General Idea of the Revolution in the Nineteenth Century
In every revolutionary history three things are to be observed:
The preceding state of affairs, which the revolution aims at overthrowing, and which becomes counter-revolution through its desire to maintain its existence.
The various parties which take different views of the revolution, according to their prejudices and interests, yet are compelled to embrace it and to use it for their advantage.
The revolution itself, which constitutes the solution.
The parliamentary, philosophical, and dramatic history of the Revolution of 1848 can already furnish material for volumes. I shall confine myself to discussing disinterestedly certain questions which may illuminate our present knowledge. What I shall say will suffice, I hope, to explain the progress of the Revolution of the Nineteenth Century, and to enable us to conjecture its future.
This is not a statement of facts: it is a speculative plan, an intellectual picture of the Revolution.
Fill it in with data of space and time, with dates, names, manifestoes, episodes, harangues, panics, battles, proclamations, manipulations, parliamentary manoeuvres, assassinations, duels, &c. &c., and you will have a flesh and blood Revolution, as described in the pages of Buchez and Michelet.
For the first time the public will be able to judge of the spirit and form of a revolution before it is accomplished: who knows whether our fathers might not have avoided disaster, if they had been able to read in advance their destiny, in a general abstract account of the dangers, the parties and the men.
In this account I shall endeavour as far as possible to adduce facts as proofs. And among facts I shall always choose the simplest and best known: this is the only method by which the Revolution, hitherto a prophetic vision, can become at last a reality.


Requirement: Type out the data exactly as given. Skip any image.

(Images for object localization)
***

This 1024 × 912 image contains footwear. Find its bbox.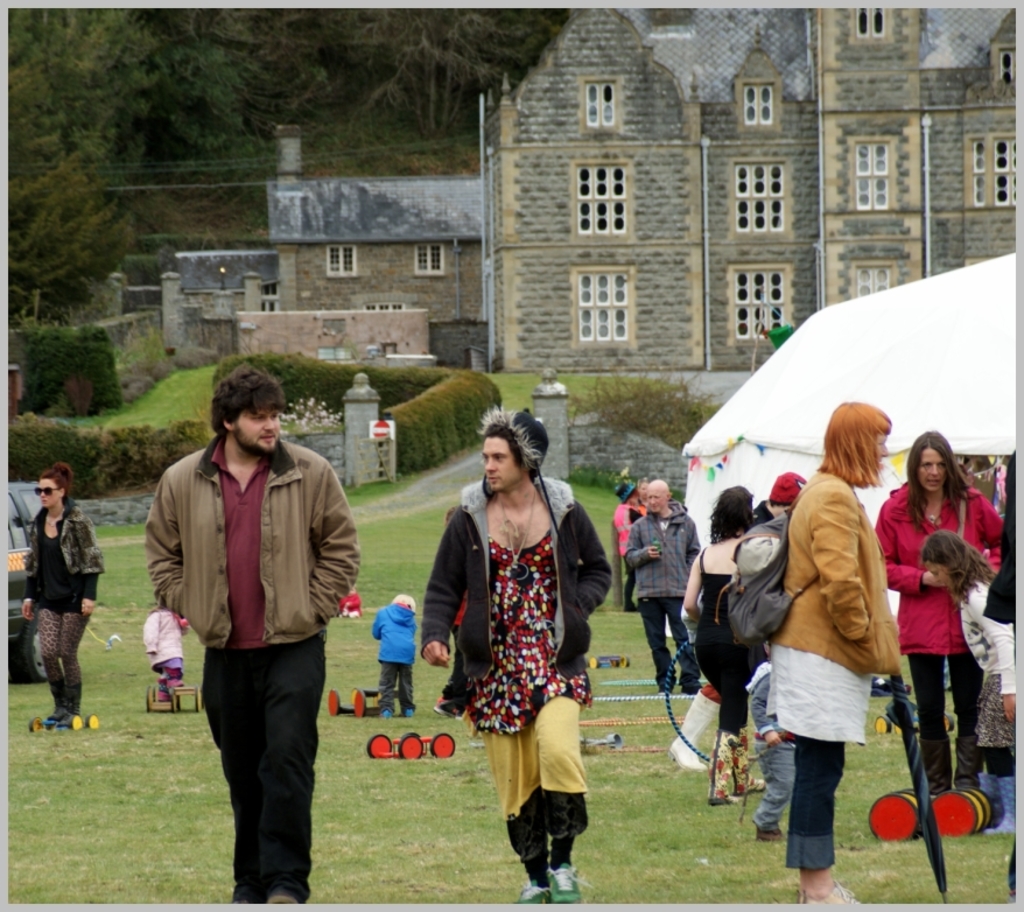
<region>797, 877, 867, 906</region>.
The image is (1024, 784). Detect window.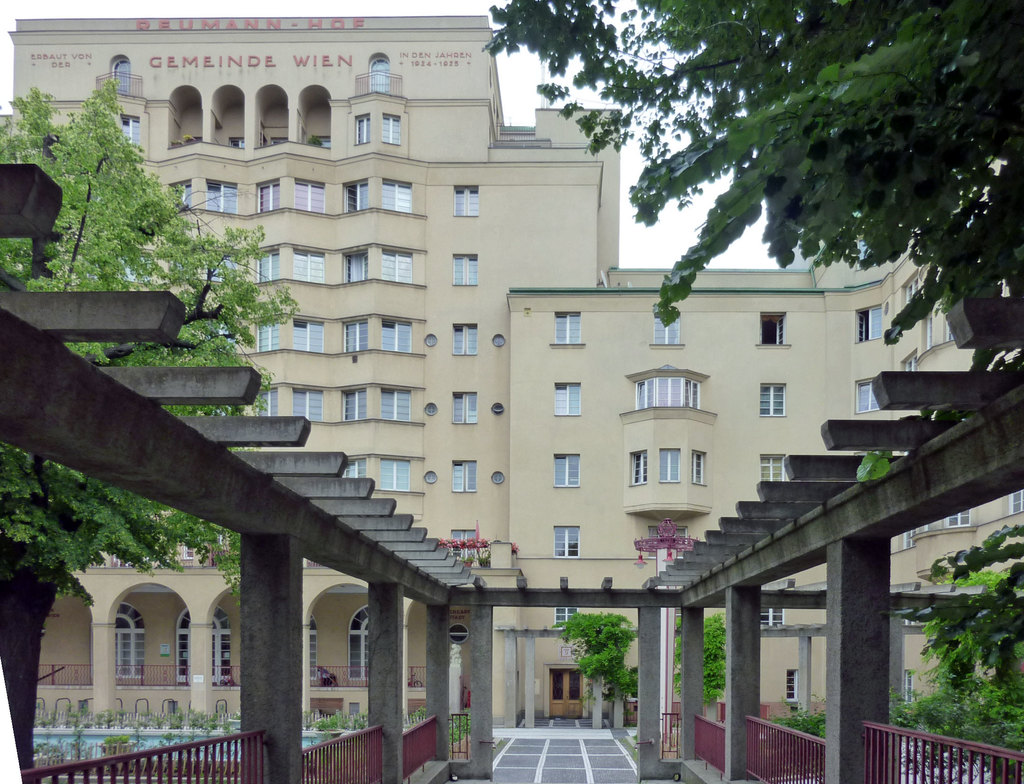
Detection: <box>119,112,141,146</box>.
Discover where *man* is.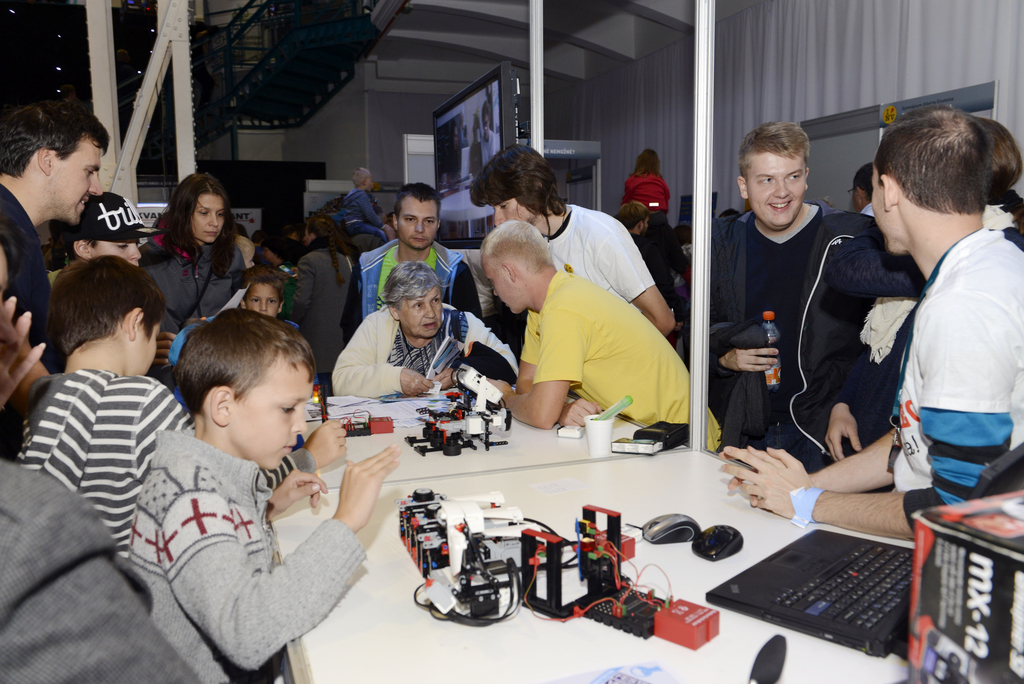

***

Reply:
This 1024 × 912 image contains footwear. Find its bbox.
<region>797, 877, 867, 906</region>.
The image is (1024, 784). Detect window.
Detection: <box>119,112,141,146</box>.
Discover where *man* is.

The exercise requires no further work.